The Tiananmen Square strike in only one small part of the film, and is almost incidental to the Lou's characters. Lou spoke about the film an an interview at the time his ban from filmmaking was announced. Two of the students expelled from the university are the best friend and former lover of the main character, Lu Hong. It is not political activities that get the students in trouble, but being caught making love in a dorm room. The characters are not so much affected by the various political shifts in China and Germany as much as those changes are used to counterpoint the characters own changing relationships.

summer palace.jpg

Lou makes use of pop music as he had done previously. One of the scenes that is the most fun is of the students getting together for a dance, in which Yu Hong meets the student who would become her lover while the two are in Beijing. For some reason, one of the songs everyone dances to is Seven Little Girls, a novelty hit from 1959. Was this then almost thirty year old song popular in China in the late Eighties? Was there any other reason why Lou chose this song?
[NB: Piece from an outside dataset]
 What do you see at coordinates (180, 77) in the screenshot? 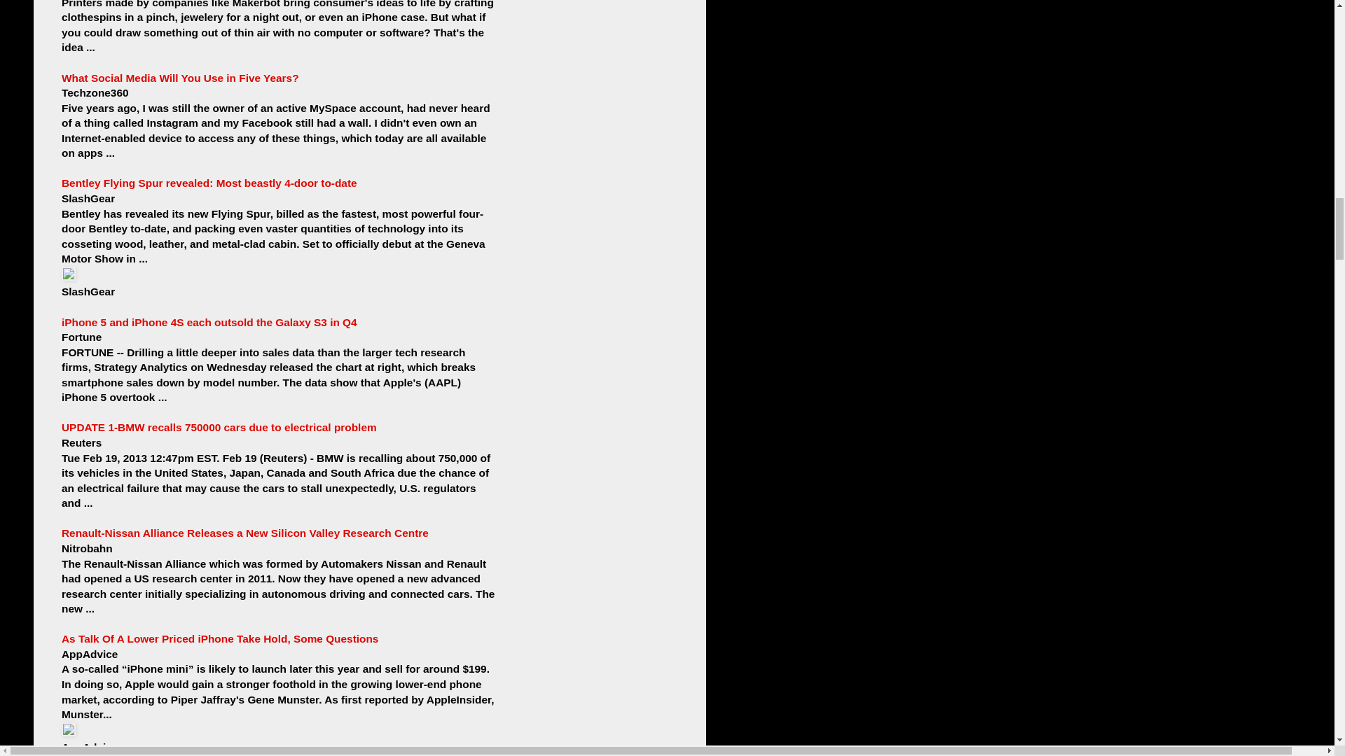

If the lyrics offer any kind of clue, it may be that what goes on in the world is less important than the the physical and emotional connections that bring people together.
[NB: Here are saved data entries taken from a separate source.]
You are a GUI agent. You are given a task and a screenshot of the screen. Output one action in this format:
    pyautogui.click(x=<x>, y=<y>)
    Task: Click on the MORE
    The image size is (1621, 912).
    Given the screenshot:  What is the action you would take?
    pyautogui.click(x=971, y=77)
Posted by Peter Nellhaus at February 7, 2008 12:42 AM

Comments

Peter,

Where did you see "Summer Palace"? I'm hoping it at least receives a DVD release sometime this year. I'm a huge fan of You Le and I always encourage people to check out "Purple Butterfly", a near-perfect and catyclismic thrashing about of politics, double-crosses, romance and an awesomely melodramatic finale.

Posted by: Joseph B. at February 7, 2008 09:15 PM

I saw Summer Palace at the Starz Cinema here in Denver. Some great movies, but smallish screens with uncomfortable seats.

Posted by: Peter Nellhaus at February 7, 2008 10:17 PM

Do you know if there is a OST available somewhere?